After the Constitution was ratified, states initially were not bound by the Bill of Rights, but their laws were governed by state constitutional provisions similar to the Second Amendment. During this period, Bybee says, “states continued to adopt laws that restricted the public carrying of arms.” He cites further examples of statutes, cases, and commentaries from the 19th and 20th centuries. The majority concludes that “our review of more than 700 years of English and American legal history reveals a strong theme: government has the power to regulate arms in the public square.”
As to the extent of that power, the 9th Circuit says “the government may regulate, and even prohibit, in public places—including government buildings, churches, schools, and markets—the open carrying of small arms capable of being concealed, whether they are carried concealed or openly.” It adds that “we need go no further than this, because the Hawai’i firearms licensing scheme Young challenges only applies to ‘a pistol or revolver and ammunition therefor.'”
The four dissenters strongly disagree with the majority’s historical analysis. By their reckoning, “the critical sources on the meaning of the Second Amendment—its text, its historical interpretations by the commentators and courts most proximate to the Founding, and its treatment by early legislatures—unequivocally demonstrate that the Amendment does indeed protect the right to carry a gun outside the home for self-defense, even if that right might be subject to some regulation at its edges.”

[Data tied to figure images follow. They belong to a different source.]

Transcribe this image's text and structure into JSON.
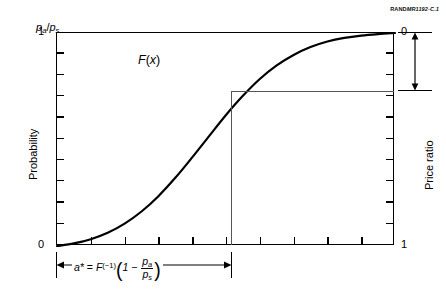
{
  "source_tag": {
    "bold": "RAND",
    "rest": "MR1192-C.1"
  },
  "figure": {
    "curve_label": "F",
    "curve_label_arg": "(x)",
    "left_axis": {
      "title": "Probability",
      "max_label": "1",
      "min_label": "0"
    },
    "right_axis": {
      "title": "Price ratio",
      "max_label": "0",
      "min_label": "1"
    },
    "right_annotation": {
      "p_symbol": "p",
      "sub_a": "a",
      "slash": "/",
      "p_symbol2": "p",
      "sub_s": "s"
    },
    "bottom_annotation": {
      "a_star": "a*",
      "equals": " = ",
      "F": "F",
      "inverse": "(−1)",
      "open_paren": "(",
      "one": "1",
      "minus": " − ",
      "num": "p",
      "num_sub": "a",
      "den": "p",
      "den_sub": "s",
      "close_paren": ")"
    }
  },
  "chart_data": {
    "type": "line",
    "title": "",
    "subtitle": "",
    "xlabel": "",
    "ylabel": "Probability",
    "y2label": "Price ratio",
    "xlim": [
      0,
      1
    ],
    "ylim": [
      0,
      1
    ],
    "y2lim": [
      1,
      0
    ],
    "grid": false,
    "legend": "none",
    "x_ticks": [
      0,
      0.1,
      0.2,
      0.3,
      0.4,
      0.5,
      0.6,
      0.7,
      0.8,
      0.9,
      1
    ],
    "x_tick_labels": [
      "0",
      "",
      "",
      "",
      "",
      "",
      "",
      "",
      "",
      "",
      "1"
    ],
    "y_ticks": [
      0,
      0.1,
      0.2,
      0.3,
      0.4,
      0.5,
      0.6,
      0.7,
      0.8,
      0.9,
      1
    ],
    "y_tick_labels": [
      "0",
      "",
      "",
      "",
      "",
      "",
      "",
      "",
      "",
      "",
      "1"
    ],
    "y2_ticks": [
      0,
      0.1,
      0.2,
      0.3,
      0.4,
      0.5,
      0.6,
      0.7,
      0.8,
      0.9,
      1
    ],
    "y2_tick_labels": [
      "0",
      "",
      "",
      "",
      "",
      "",
      "",
      "",
      "",
      "",
      "1"
    ],
    "series": [
      {
        "name": "F(x)",
        "kind": "cdf-sigmoid",
        "color": "#000000",
        "linewidth": 2.2,
        "x": [
          0.0,
          0.05,
          0.1,
          0.15,
          0.2,
          0.25,
          0.3,
          0.35,
          0.4,
          0.45,
          0.5,
          0.55,
          0.6,
          0.65,
          0.7,
          0.75,
          0.8,
          0.85,
          0.9,
          0.95,
          1.0
        ],
        "values": [
          0.0,
          0.012,
          0.032,
          0.062,
          0.105,
          0.162,
          0.234,
          0.32,
          0.416,
          0.516,
          0.615,
          0.705,
          0.784,
          0.848,
          0.897,
          0.934,
          0.96,
          0.977,
          0.988,
          0.995,
          1.0
        ]
      }
    ],
    "annotations": [
      {
        "name": "guide-horizontal",
        "kind": "hline-segment",
        "y": 0.715,
        "x_from": 0.52,
        "x_to": 1.0,
        "color": "#555555"
      },
      {
        "name": "guide-vertical",
        "kind": "vline-segment",
        "x": 0.52,
        "y_from": 0.0,
        "y_to": 0.715,
        "color": "#555555"
      },
      {
        "name": "price-ratio-span",
        "kind": "double-arrow-vertical",
        "from": 1.0,
        "to": 0.715,
        "label": "p_a/p_s"
      },
      {
        "name": "a-star-span",
        "kind": "double-arrow-horizontal",
        "from": 0.0,
        "to": 0.52,
        "label": "a* = F^(-1)(1 - p_a/p_s)"
      }
    ]
  }
}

In reaching the “startling conclusion” that “a total ban on carrying a handgun outside the home does not implicate the Second Amendment right to bear arms whatsoever,” O’Scannlain et al. say, the majority fails to show that its reading is consistent with the amendment’s text, “that early American cases interpreted the Amendment in this way,” or “even that open public carry was regularly and uncritically subject to legislative prohibitions across our country’s early history.” Instead, “the majority has declared that a state may constitutionally forbid all public carry of firearms, based on the utterly inconsequential fact that the lawful manner of open public carry has historically been subject to modest regulation (but never to outright prohibition).”
You can judge for yourself who has the better of this historical argument between Bybee and O’Scannlain (although be warned that the two opinions together consume 180 pages). But O’Scannlain is surely right that the 9th Circuit’s decision is an outlier. While some appeals court have overturned restrictions on the right to bear arms in public and others have upheld them, the 9th Circuit is the only one to say that right does not exist. Some clarity from the Supreme Court would be nice.